* _To do_
Leave out the pictures, then return the records word for word.
** Given information follows **
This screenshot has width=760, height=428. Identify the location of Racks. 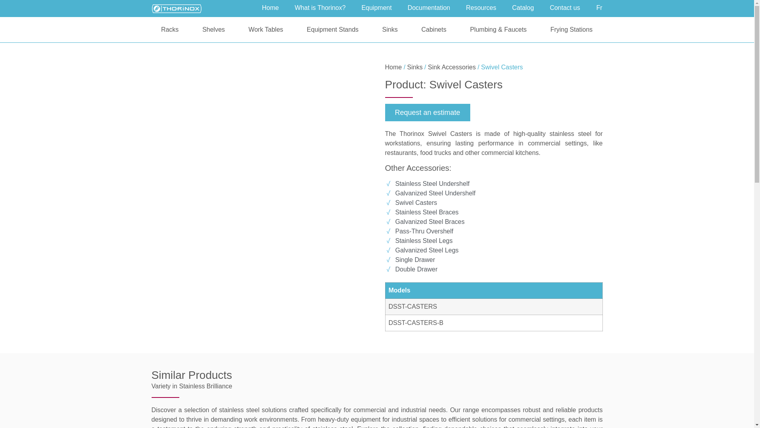
(170, 30).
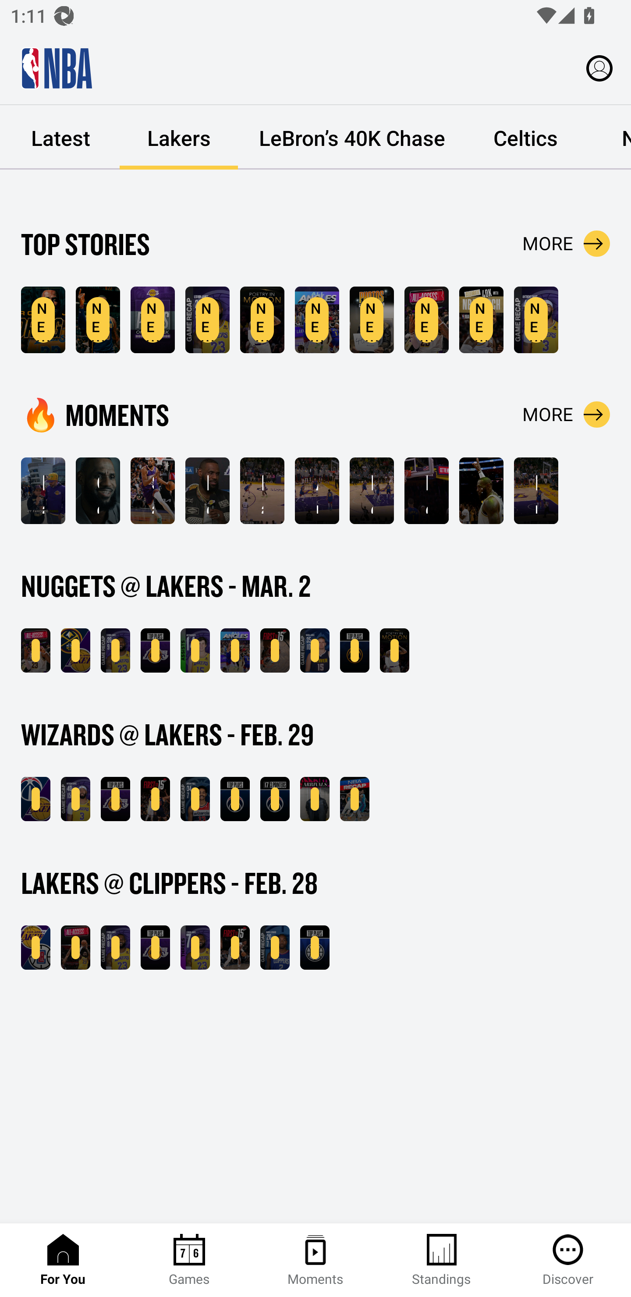  I want to click on NEW DEN 124, LAL 114 - Mar 2, so click(76, 650).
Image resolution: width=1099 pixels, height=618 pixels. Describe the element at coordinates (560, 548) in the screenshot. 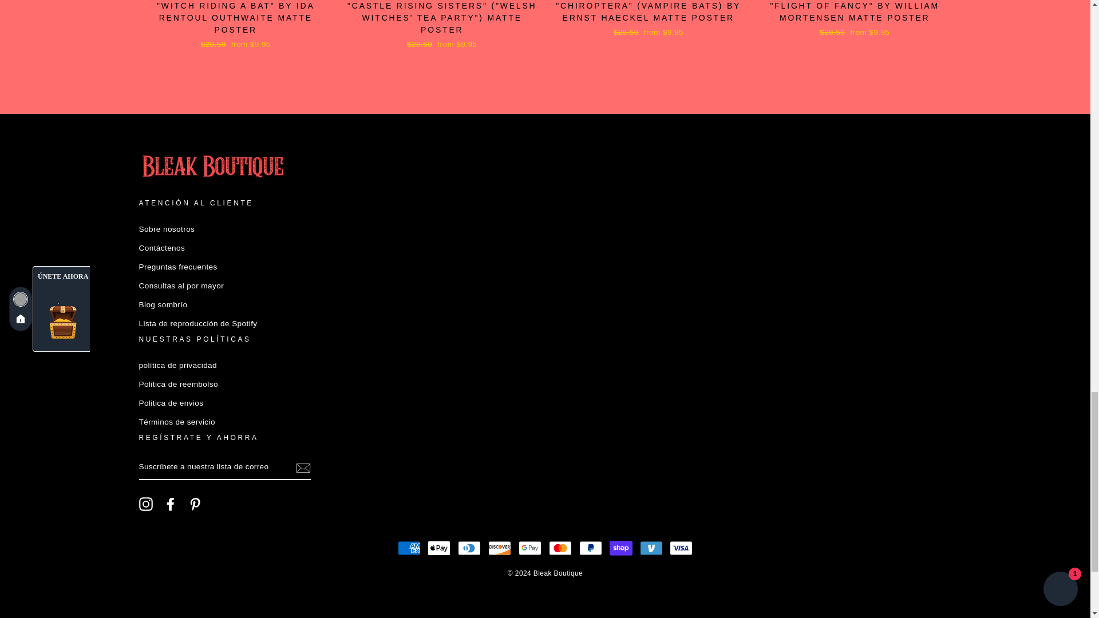

I see `Mastercard` at that location.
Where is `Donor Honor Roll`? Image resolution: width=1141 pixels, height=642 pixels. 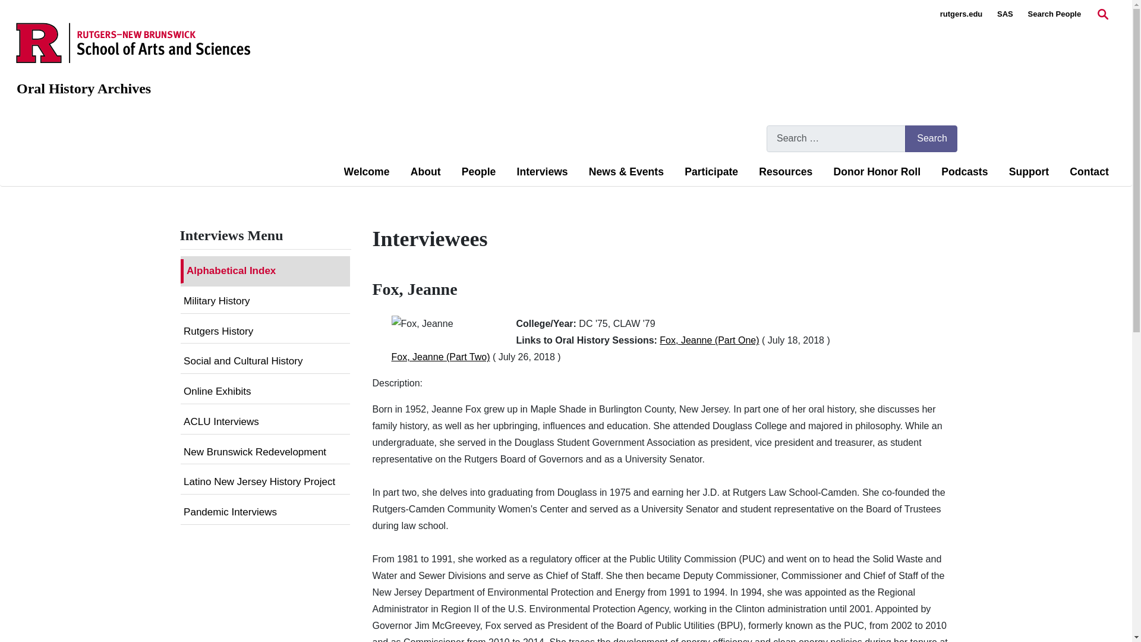
Donor Honor Roll is located at coordinates (877, 172).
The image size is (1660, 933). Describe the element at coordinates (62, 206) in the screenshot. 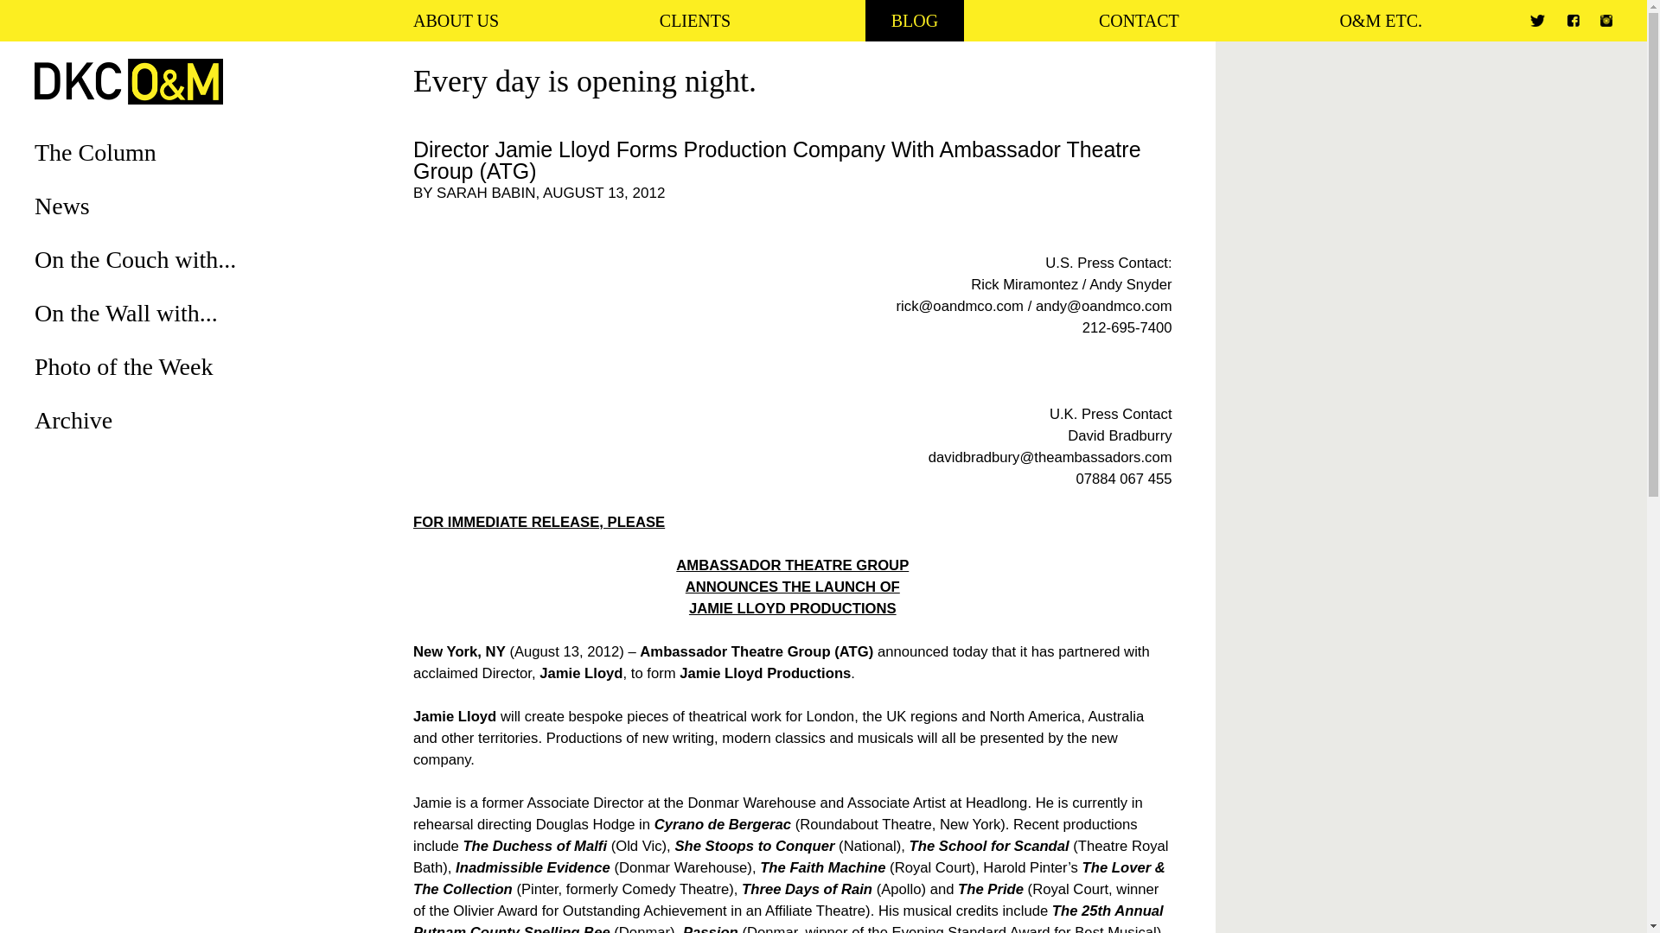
** End of Given information **
* _Worked solution_
This screenshot has width=760, height=428. Identify the location of Racks. 
(170, 30).
  I want to click on NEW DEN 124, LAL 114 - Mar 2, so click(76, 650).
Image resolution: width=1099 pixels, height=618 pixels. Describe the element at coordinates (560, 548) in the screenshot. 

I see `Mastercard` at that location.
Where is `Donor Honor Roll`? Image resolution: width=1141 pixels, height=642 pixels. 
Donor Honor Roll is located at coordinates (877, 172).
The image size is (1660, 933). Describe the element at coordinates (62, 206) in the screenshot. 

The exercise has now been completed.